“We only use a fraction of our brain’s true potential. Now in a dream, our mind can do almost anything.”
Dom Cobb's Fetish

Dom Cobb's Fetish

“Dreams feel real while we’re in them. It’s only when we wake up that we realize something was actually strange.” Dom Cobb

Don’t worry. No spoilers here. I will leave it to the many wowed by the dazzling spectacle of Nolan’s Inception to review the film’s theatrical successes. My fascination with it lay on an entirely different level than most film buffs will relate, and that is the very thoughtful depiction of the power of the unconscious mind. I was a little annoyed that they kept saying “subconscious,” a term that is not used in mind sciences but in the modern lay depiction of them, instead of “unconscious,” the stream of information that is dormant in the mind until specific provocation activates it in consciousness. I won’t even dwell on its reliance on one of my most grating pet peeves, which is a concept that is perfectly viable in Mind-Body-Soul alignment requires an external technological catalyst in order for the viewing audience to accept it. With regard to dreams, it is not only possible to control dreams and knowingly enter into the dream of another being, it’s a finely honed technique many refer to as dreamwalking. I have been aware of dreamwalking lifelong, and am aware that the unconscious mind conveys itself vividly through dream symbols, although the ability to forge a mindful connection between the unconscious and the conscious isn’t as quickly done as the film’s technique implies. Maybe I should get one of those machines.

The Dream Walking, artist unknown

The Dream Walking, artist unknown

Anyway. For me the film’s strengths lay in its very accurate presentation of the dream world, thus, the dreaming mind. I can’t begin to express thoroughly how tired I am of dream dictionaries, mystics who insist that Regular Guy has no business interpreting his own dreams.
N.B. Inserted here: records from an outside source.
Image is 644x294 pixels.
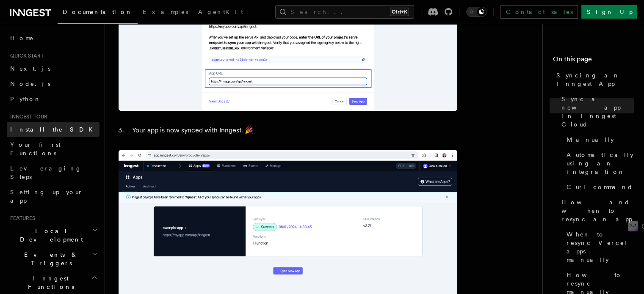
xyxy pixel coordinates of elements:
[6,122,99,137] a: Install the SDK
[6,137,99,161] a: Your first Functions
[6,215,35,222] span: Features
[6,274,91,291] span: Inngest Functions
[556,71,634,88] span: Syncing an Inngest App
[6,227,92,244] span: Local Development
[6,53,44,59] span: Quick start
[562,198,634,223] span: How and when to resync an app
[10,165,81,181] span: Leveraging Steps
[6,250,92,268] span: Events & Triggers
[567,183,633,191] span: Curl command
[6,223,99,247] button: Local Development
[138,3,193,23] a: Examples
[10,81,51,87] span: Node.js
[10,34,34,42] span: Home
[563,179,634,195] a: Curl command
[143,9,188,15] span: Examples
[6,91,99,106] a: Python
[567,230,634,264] span: When to resync Vercel apps manually
[562,95,634,128] span: Sync a new app in Inngest Cloud
[563,147,634,179] a: Automatically using an integration
[390,8,409,16] kbd: Ctrl+K
[6,31,99,46] a: Home
[130,124,458,136] li: Your app is now synced with Inngest. 🎉
[558,195,634,227] a: How and when to resync an app
[58,3,138,24] a: Documentation
[276,5,414,19] button: Search...Ctrl+K
[6,161,99,185] a: Leveraging Steps
[198,9,243,15] span: AgentKit
[6,61,99,76] a: Next.js
[6,185,99,208] a: Setting up your app
[193,3,248,23] a: AgentKit
[567,151,634,176] span: Automatically using an integration
[553,54,634,68] h4: On this page
[10,141,61,156] span: Your first Functions
[553,68,634,91] a: Syncing an Inngest App
[563,227,634,268] a: When to resync Vercel apps manually
[567,136,614,144] span: Manually
[563,132,634,147] a: Manually
[558,91,634,132] a: Sync a new app in Inngest Cloud
[6,247,99,271] button: Events & Triggers
[466,6,487,17] button: Toggle dark mode
[500,5,578,19] a: Contact sales
[10,189,83,204] span: Setting up your app
[10,96,41,103] span: Python
[63,9,133,15] span: Documentation
[10,126,98,133] span: Install the SDK
[6,76,99,91] a: Node.js
[6,113,47,120] span: Inngest tour
[10,65,51,72] span: Next.js
[581,5,638,19] a: Sign Up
Sure, having a handy index of alphabetized symbols scribed from the collective consciousness since the dawn of humanity is helpful. My ego’s not that big. My experience as someone who teaches dreamwork, though, is that while those tomes do a great job of describing common archetypes, they rarely actually help a person unravel symbolic meaning as it relates to her present circumstances. As for intuitives who imply that we are each not the captains of our dream vessels and navigating their star paths… I say Inception’s Cobb knows better.

Inception presents the dream world as it truly is: a reflection of the self. The Dreaming is the collection of symbols unique and wholly meaningful to an individual as presented by that individual unconscious. Rarely is an element of a dream truly interjected by another force, and when it is, the individual’s unconscious allowed it to be. Consider that everything greeting you in dreams is some facet of yourself–the beauty, the scenery, the horror, the relatives, the peace. All are components of you projected onto the screen of your mind for you and you alone to receive, process and use as agents of change in your life.

So maybe Hollywood still needs a mechanism to propel self-awareness. Fine. I’ll give it that. But the fact that it opened its audience to truths in controlling dreams, that it presented the potential to use dreams as catharsis for the self, and that it nailed the underlying mechanics of the dreaming human consciousness is a strategic and welcomed leap forward in mainstream entertainment.